* Task statement: For the material below, return exactly the lines starting at the line containing "You are a GUI" and ending at the line containing "The width and height of the screenshot is (671, 787).", both ends included, and no others.

* Dataset entries:
╔══

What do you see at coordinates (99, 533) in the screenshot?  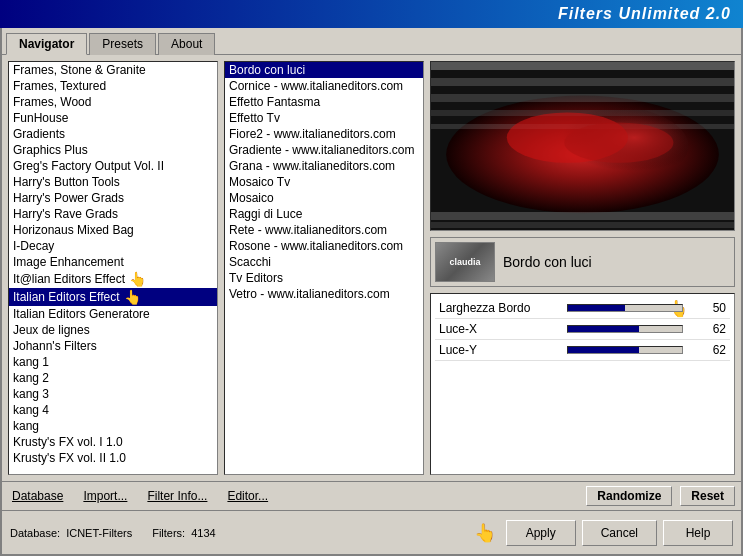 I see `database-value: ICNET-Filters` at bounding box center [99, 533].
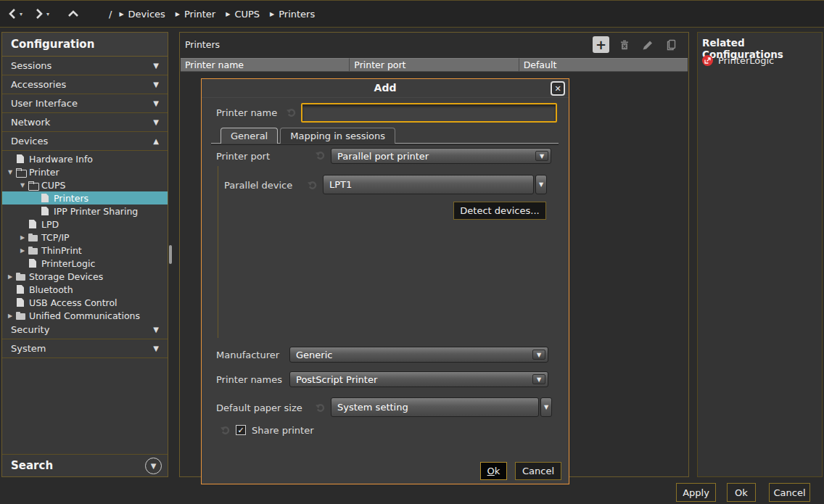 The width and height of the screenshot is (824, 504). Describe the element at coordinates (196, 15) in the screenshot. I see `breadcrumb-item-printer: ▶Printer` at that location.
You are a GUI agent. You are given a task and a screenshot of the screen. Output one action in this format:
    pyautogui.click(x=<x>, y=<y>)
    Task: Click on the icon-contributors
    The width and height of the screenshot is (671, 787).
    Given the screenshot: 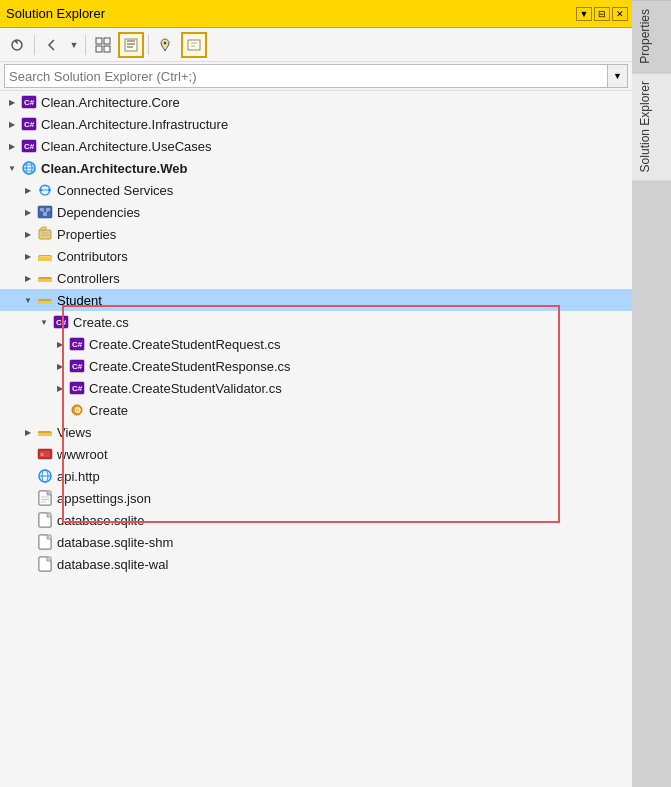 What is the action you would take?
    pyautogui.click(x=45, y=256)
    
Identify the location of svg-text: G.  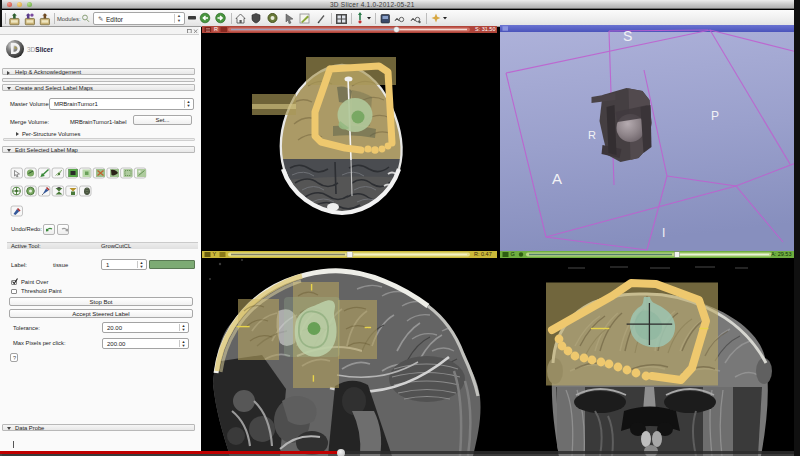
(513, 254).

╚══
╔══

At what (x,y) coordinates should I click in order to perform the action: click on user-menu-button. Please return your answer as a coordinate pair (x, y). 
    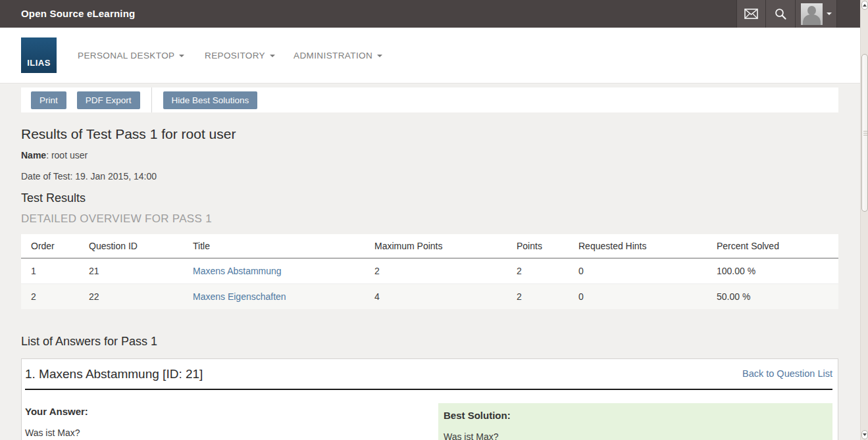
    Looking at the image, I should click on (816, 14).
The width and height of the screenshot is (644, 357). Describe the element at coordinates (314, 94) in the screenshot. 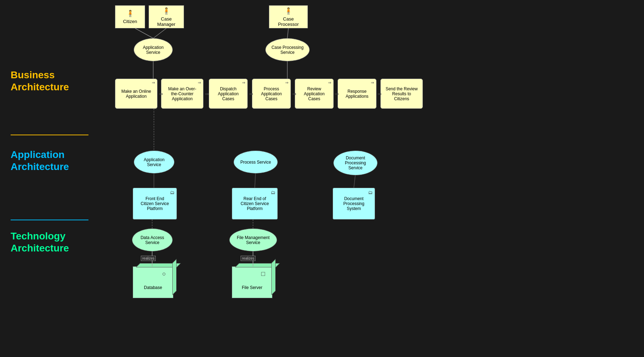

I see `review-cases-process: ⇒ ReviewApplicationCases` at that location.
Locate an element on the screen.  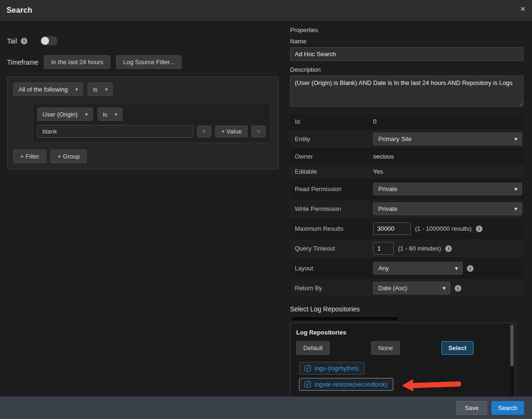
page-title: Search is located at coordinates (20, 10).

╚══
╔══

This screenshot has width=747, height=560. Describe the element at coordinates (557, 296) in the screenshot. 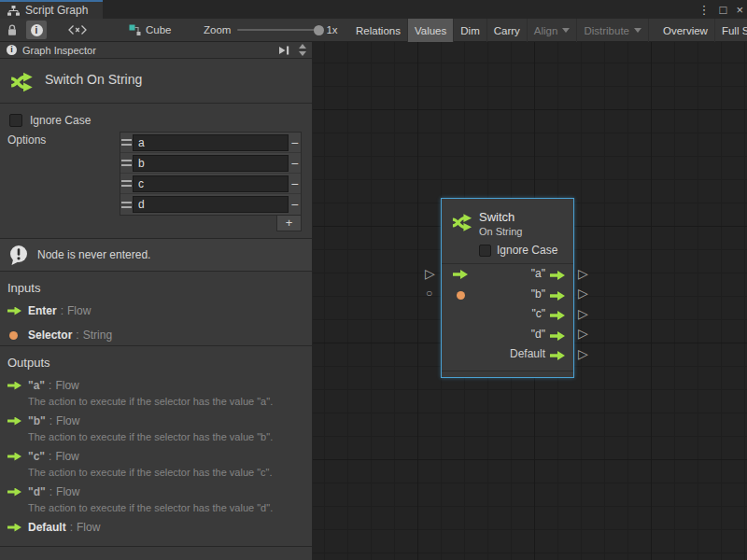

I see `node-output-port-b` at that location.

╚══

* Result below:
You are a GUI agent. You are given a task and a screenshot of the screen. Output one action in this format:
    pyautogui.click(x=<x>, y=<y>)
    Task: Click on the icon-contributors
    The width and height of the screenshot is (671, 787).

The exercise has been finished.